State roundup: Fla. Medicaid waiver fight

News outlets report on a variety of state health policy developments.

Minneapolis Star Tribune: A Look At The Details In The Latest Bills
Gov. Mark Dayton and lawmakers reached agreement on a new set of budget bills ... State spending for health and human services will be up from about $10.2 billion this biennium but well below the $12.3 billion projected under current law. The bill preserves some policies that Republicans had rejected in the bill vetoed by Dayton, including shifting 125,000 poor, childless adults from two state programs onto Medicaid, accepting federal health-care overhaul money ... The bill makes cuts to doctor, hospital and other care provider rates and trims about $400 million from Medicaid through competitive contracts and other measures (7/20). 

Health News Florida: 100 Groups Fight Medicaid Waiver
A letter asking the Obama administration to reject Florida's Medicaid overhaul has been signed by more than 100 state organizations, including some medical societies and a wing of the Florida Bar. The letter, released by the patient-advocacy group Florida CHAIN, asks the federal Centers for Medicare and Medicaid Services to reject the state's expected application for a waiver of federal rules in the joint federal-state program for low-income families, elderly and disabled. ... The 2011 Legislature passed the plan, with proponents saying it would save money and improve access to care (Davis, 7/19). 

Modern Healthcare: Wis. Supreme Court Rules Not-For-Profit Clinic Can't Be Taxed
With cash-strapped governments across the country looking to levy assessments against not-for-profit healthcare providers, the Wisconsin Supreme Court on Tuesday overruled a decision by a local assessor in a Milwaukee suburb to tax an outpatient clinic that included a 24-hour urgent-care center. ... After mixed rulings in the lower courts, Wheaton Franciscan won the six-year-old litigation on Tuesday when the state's highest court ruled in a 42-page opinion that the three floors occupied by the St.

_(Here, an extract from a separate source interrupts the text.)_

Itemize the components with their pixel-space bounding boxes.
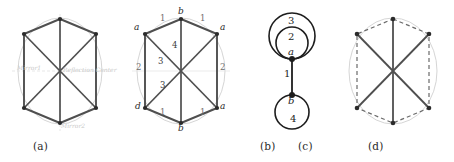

Joseph Outpatient Clinic should be exempt from taxes (Carlson, 7/19). 

San Francisco Chronicle: Critics Call State's Autism Settlement A 'Sham'
Leading autism and consumer advocacy organizations in California are calling a settlement agreed to last week between the state and Blue Shield of California to expand coverage for autism treatment a "sham" that will not result in more therapy for people with the condition. In a letter to Gov. Jerry Brown, the advocates say the settlement -- which was announced and described by officials with the Department of Managed Health Care at a legislative hearing last week -- "contains such onerous requirements for families with autistic children that it will lead to delays, interruptions and continued denials of treatment" (Buchanan, 7/20). 

WBUR's CommonHealth blog: Taking Sides On Global Payments
Who would have thought that the wonky issue of global payments could generate such heat? But indeed, hard-core health policy types are riled up over the question: can such a system of paying hospitals and doctors under a global budget per patient, rather than in a piecemeal fee-for-service manner actually save money while improving care? (Zimmerman, 7/19). 

New Hampshire Public Radio: Feds To State: Pay Up
Federal authorities want the Granite State to repay $35 million they say it wrongly used in 2004. The U.S. Department of Health and Human Services has ruled that in 2004 the state violated rules of a Medicaid program intended to help hospitals provide charity care to needy patients. The federal money was provided to the state's 26 hospitals (Grant, 7/19).

Burlington Free Press: Larson To Leave Legislature For Job In Government
Mark Larson, a Democratic legislator for the past decade and one of the architects of the state's health care reform law, now will have a hand in implementing some of those reforms as commissioner of the Department of Vermont Health Access. Gov. Peter Shumlin announced Tuesday that he had chosen Larson, 41, of Burlington to fill the post being vacated by Susan Besio, who retired July 1 (Remsen, 7/19).


http://www.kaiserhealthnews.orgThis article was reprinted from kaiserhealthnews.org with permission from the Henry J. Kaiser Family Foundation. Kaiser Health News, an editorially independent news service, is a program of the Kaiser Family Foundation, a nonpartisan health care policy research organization unaffiliated with Kaiser Permanente.